A particularly clever example of this technique is the use of the exterior on Ilus/New Terra (I do not want to take sides in that naming debate!). When you watch the characters move across the landscape, notice what the director has done with the sky on Ilus (ok, I took sides). With few exceptions, the sky is an uninterrupted white—a white that is unbroken and infinite. It is a photonegative of chiaroscuro and produces the same effect. We are pointed back to the fact of infinity.

Kant ruminated on the significance of infinity, and the infinite space of the universe, for the meaning of human life. He understood Pascal’s concerns well. Kant took the measure of human beings situated in infinite space and came up with a different account of its meaning. Where Pascal saw insignificance except for our capacity for belief in God, Kant saw a creature that had the capacity to confront the infinite and immeasurable power of nature and, rather than being overwhelmed by it, find in itself something larger, more profoundly powerful and dignified than all of the power of nature combined.

Kant spoke of two kinds of sublime experiences, the mathematically sublime and the dynamically sublime. In each experience, reason is overwhelmed by something so enormous and formless that it cannot be conceptualized. This experience of having our reason overwhelmed throws us into a new understanding of ourselves.

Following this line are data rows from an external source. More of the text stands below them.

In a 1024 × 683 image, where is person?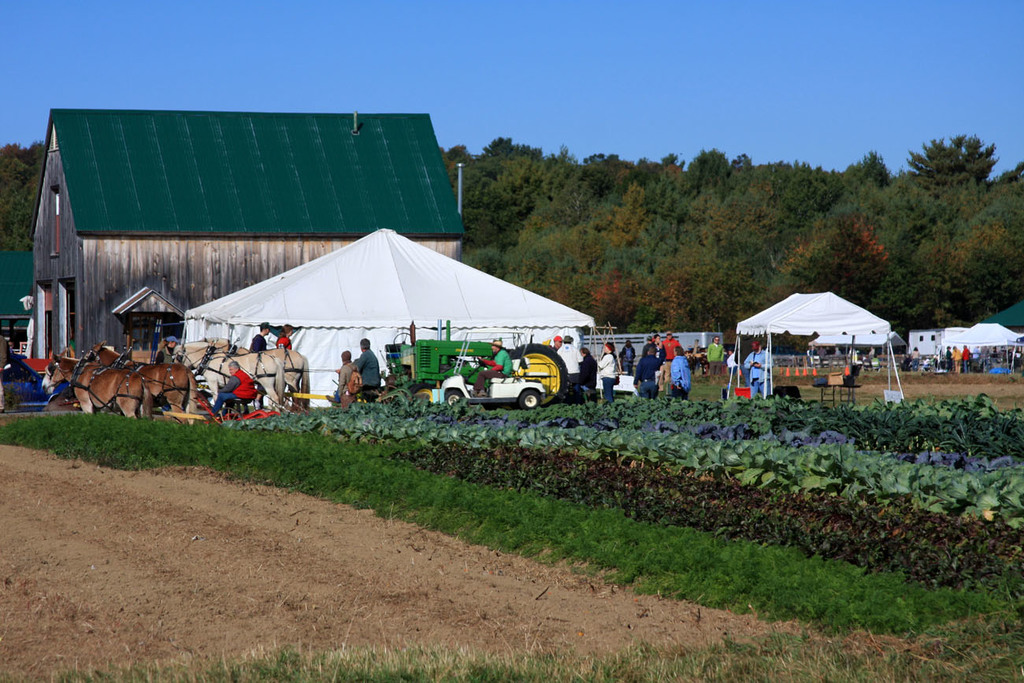
locate(740, 336, 776, 403).
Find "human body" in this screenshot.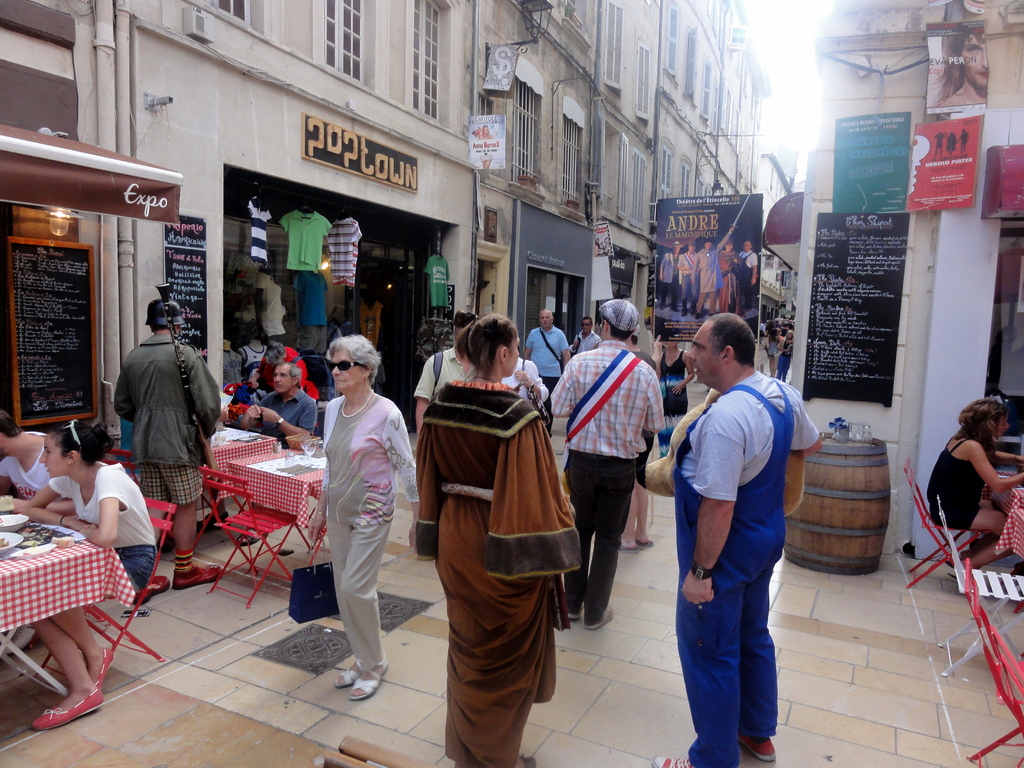
The bounding box for "human body" is left=111, top=298, right=226, bottom=582.
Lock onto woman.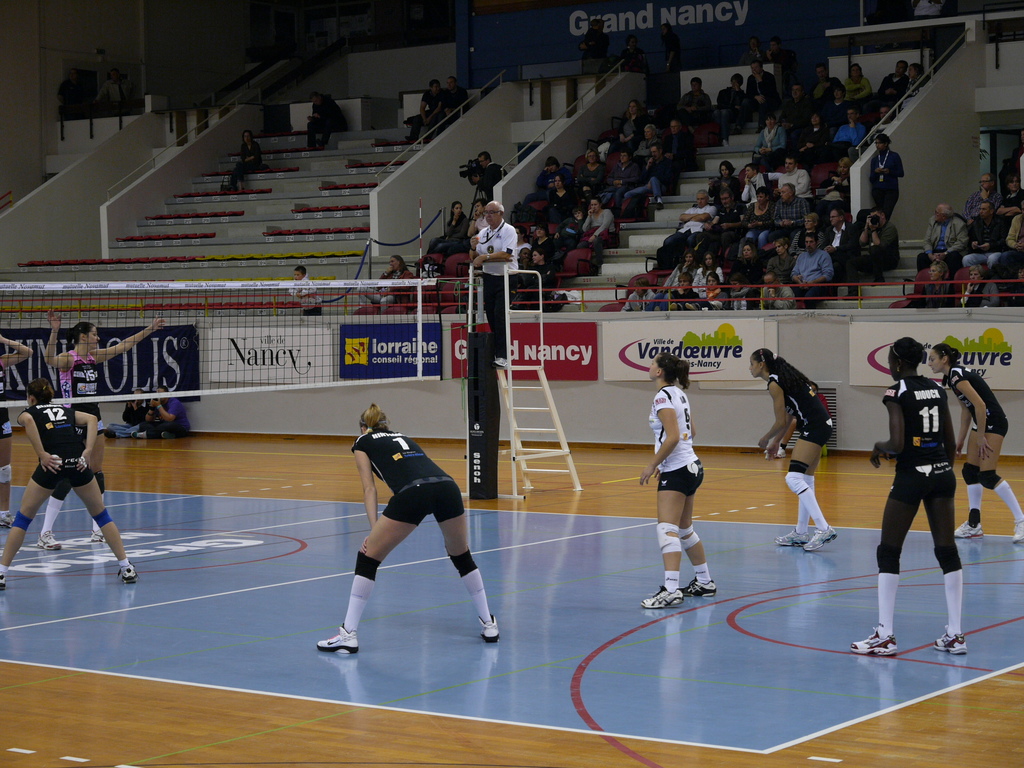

For Kant, the mathematically sublime experience is an experience of reason being overwhelmed in the presence of something infinite in size. You lie on your back looking up at the night sky, seeing the infinite space and uncountable number of stars; the mind spins and cannot grasp what it is experiencing. We feel wonder and awe—that is the mathematically sublime. Taking a spacewalk outside the Rocinante is mathematically sublime. The view of the Behemoth, as its own massive size is dwarfed by the infinity around it, is mathematically sublime. The battlefield of the UN Marines and the MCRN Marines against the first protomolecule hybrids on the surface of Ganymede is mathematically sublime set as it is, without an atmosphere, against an infinite sky. A sublime setting in which to die, but of course, Bobbie Draper refuses to go gently into that good night—you get the idea.